When Uncle Jerome picks the children up from school, a trip home turns into a thrilling adventure.
Usually, Daddy takes the young narrator and sister Zarah home from school, and they all zigzag hurriedly, relying on shortcuts to make the journey as quick as possible. Uncle Jerome, however, proposes taking the “LONG way home.” Impatient Zarah’s reluctant, but as they tromp through the woods listening for crows, Uncle Jerome’s vivid imagination enlivens the trip—look, pterodactyls flying overhead! Crocodiles lurk in the river, the family spots yeti tracks, and as they creep through the tall grass, a tiger looms. Even the ice cream truck offers an opportunity to let their imaginations run wild—the strawberry sauce is surely dripping vampire bat blood! Hope’s text uses excellent sound words such as crunch, scrunch, and click clack, making this an ideal read-aloud, anchored by the refrain, “Anything can happen on the long way home.” Fitzgerald’s illustrations depict Uncle Jerome’s visions, his dark red trench coat always shown mid-movement as it billows behind him. The narrator and Zarah have light brown skin and curly puffy black hair; their father and Uncle Jerome are darker-skinned; their mother, seen at the conclusion, is tan-skinned and orange-haired.
A playful reminder to find joy in the mundane.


> PROBLEM STATEMENT
Write out the data that follows exactly, keeping every picture out.
==== RECORDS
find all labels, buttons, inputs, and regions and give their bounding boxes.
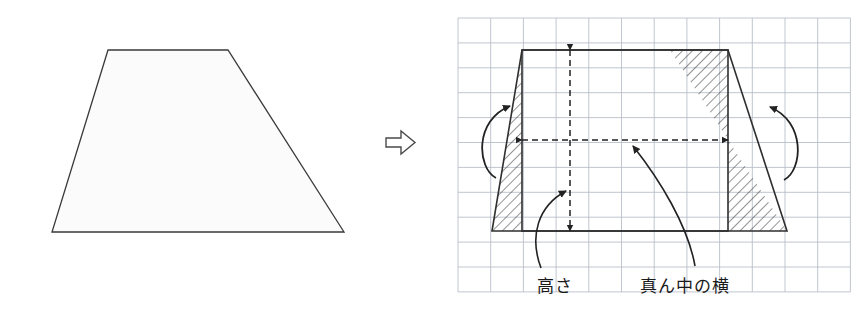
midwidth-label-leader <box>633 146 695 266</box>
height-label: 高さ <box>537 272 573 297</box>
figure-canvas: 高さ 真ん中の横 <box>0 0 868 312</box>
height-label-leader <box>536 191 566 268</box>
geometry-illustration <box>0 0 868 312</box>
left-trapezoid-group <box>52 50 344 232</box>
trapezoid-outline <box>52 50 344 232</box>
right-figure-group <box>458 18 850 292</box>
midwidth-label: 真ん中の横 <box>640 272 730 297</box>
right-arrow-icon <box>386 131 415 154</box>
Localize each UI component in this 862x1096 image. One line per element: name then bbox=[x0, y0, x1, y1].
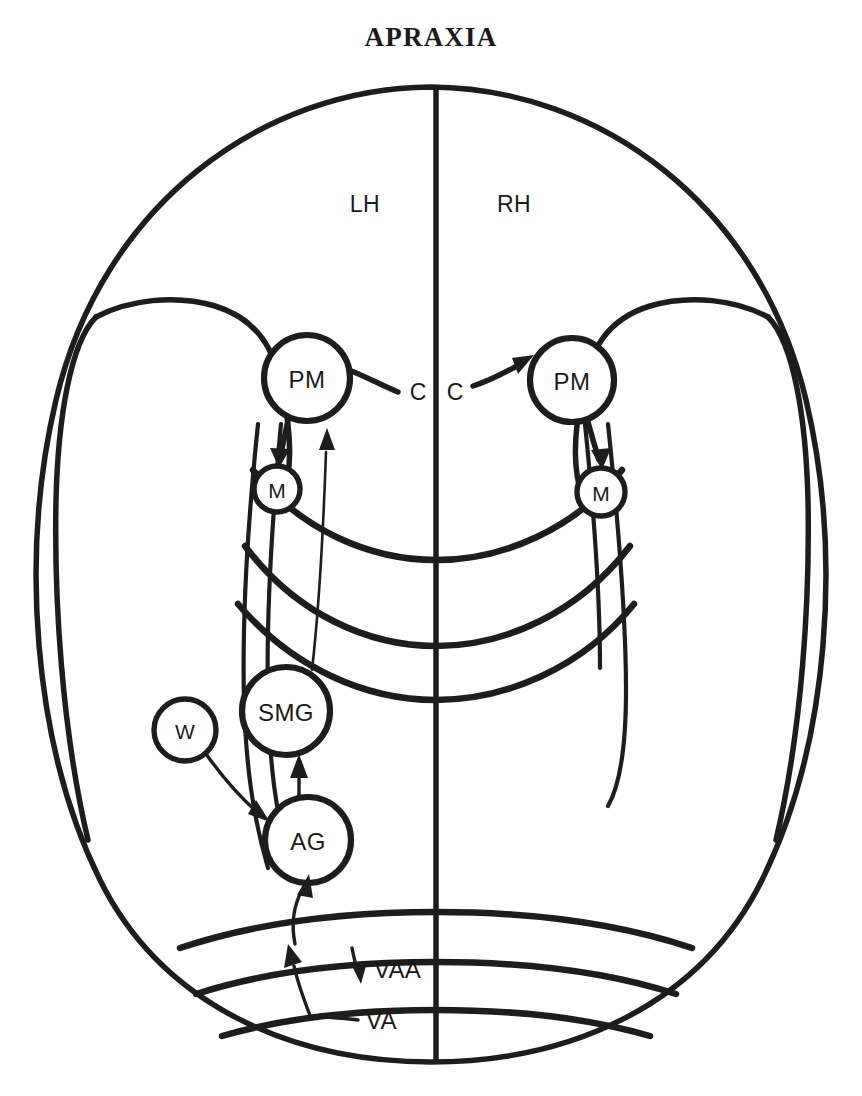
arrowhead-smg-to-pm-left bbox=[319, 428, 335, 450]
figure-title: APRAXIA bbox=[0, 22, 862, 53]
arrowhead-va-to-ag bbox=[284, 944, 302, 968]
node-pm-right-label: PM bbox=[554, 368, 591, 395]
hemisphere-label-right: RH bbox=[497, 191, 531, 217]
left-lateral-contour bbox=[56, 317, 96, 840]
node-pm-left-label: PM bbox=[289, 366, 326, 393]
brain-schematic-svg: PM PM C C M M SMG W bbox=[0, 0, 862, 1096]
corpus-callosum-label-right: C bbox=[447, 379, 464, 405]
brain-outer-outline bbox=[36, 87, 826, 1062]
node-ag-label: AG bbox=[290, 828, 325, 855]
vaa-label: VAA bbox=[374, 956, 421, 983]
node-m-right-label: M bbox=[592, 482, 610, 505]
connector-vaa-band-to-ag bbox=[293, 890, 302, 944]
node-m-left-label: M bbox=[268, 479, 286, 502]
connector-smg-to-pm-left bbox=[312, 452, 326, 670]
connector-pm-left-to-cc bbox=[349, 370, 398, 392]
va-label: VA bbox=[366, 1007, 397, 1034]
corpus-callosum-label-left: C bbox=[410, 379, 427, 405]
va-leader-line bbox=[318, 1016, 358, 1020]
apraxia-figure: APRAXIA PM PM bbox=[0, 0, 862, 1096]
hemisphere-label-left: LH bbox=[350, 191, 380, 217]
node-smg-label: SMG bbox=[258, 699, 314, 726]
connector-va-to-ag bbox=[294, 966, 311, 1018]
node-w-label: W bbox=[175, 720, 195, 743]
arrowhead-vaa-pointer bbox=[351, 962, 367, 984]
========
> EXERCISE ANSWER
find all labels, buttons, inputs, and regions and give their bounding boxes.
midwidth-label-leader <box>633 146 695 266</box>
height-label: 高さ <box>537 272 573 297</box>
figure-canvas: 高さ 真ん中の横 <box>0 0 868 312</box>
height-label-leader <box>536 191 566 268</box>
geometry-illustration <box>0 0 868 312</box>
left-trapezoid-group <box>52 50 344 232</box>
trapezoid-outline <box>52 50 344 232</box>
right-figure-group <box>458 18 850 292</box>
midwidth-label: 真ん中の横 <box>640 272 730 297</box>
right-arrow-icon <box>386 131 415 154</box>
Localize each UI component in this 862x1096 image. One line per element: name then bbox=[x0, y0, x1, y1].
arrowhead-smg-to-pm-left bbox=[319, 428, 335, 450]
figure-title: APRAXIA bbox=[0, 22, 862, 53]
arrowhead-va-to-ag bbox=[284, 944, 302, 968]
node-pm-right-label: PM bbox=[554, 368, 591, 395]
hemisphere-label-right: RH bbox=[497, 191, 531, 217]
left-lateral-contour bbox=[56, 317, 96, 840]
node-pm-left-label: PM bbox=[289, 366, 326, 393]
brain-schematic-svg: PM PM C C M M SMG W bbox=[0, 0, 862, 1096]
corpus-callosum-label-right: C bbox=[447, 379, 464, 405]
brain-outer-outline bbox=[36, 87, 826, 1062]
node-ag-label: AG bbox=[290, 828, 325, 855]
vaa-label: VAA bbox=[374, 956, 421, 983]
node-m-right-label: M bbox=[592, 482, 610, 505]
connector-vaa-band-to-ag bbox=[293, 890, 302, 944]
node-m-left-label: M bbox=[268, 479, 286, 502]
connector-smg-to-pm-left bbox=[312, 452, 326, 670]
connector-pm-left-to-cc bbox=[349, 370, 398, 392]
va-label: VA bbox=[366, 1007, 397, 1034]
corpus-callosum-label-left: C bbox=[410, 379, 427, 405]
va-leader-line bbox=[318, 1016, 358, 1020]
apraxia-figure: APRAXIA PM PM bbox=[0, 0, 862, 1096]
hemisphere-label-left: LH bbox=[350, 191, 380, 217]
node-smg-label: SMG bbox=[258, 699, 314, 726]
connector-va-to-ag bbox=[294, 966, 311, 1018]
node-w-label: W bbox=[175, 720, 195, 743]
arrowhead-vaa-pointer bbox=[351, 962, 367, 984]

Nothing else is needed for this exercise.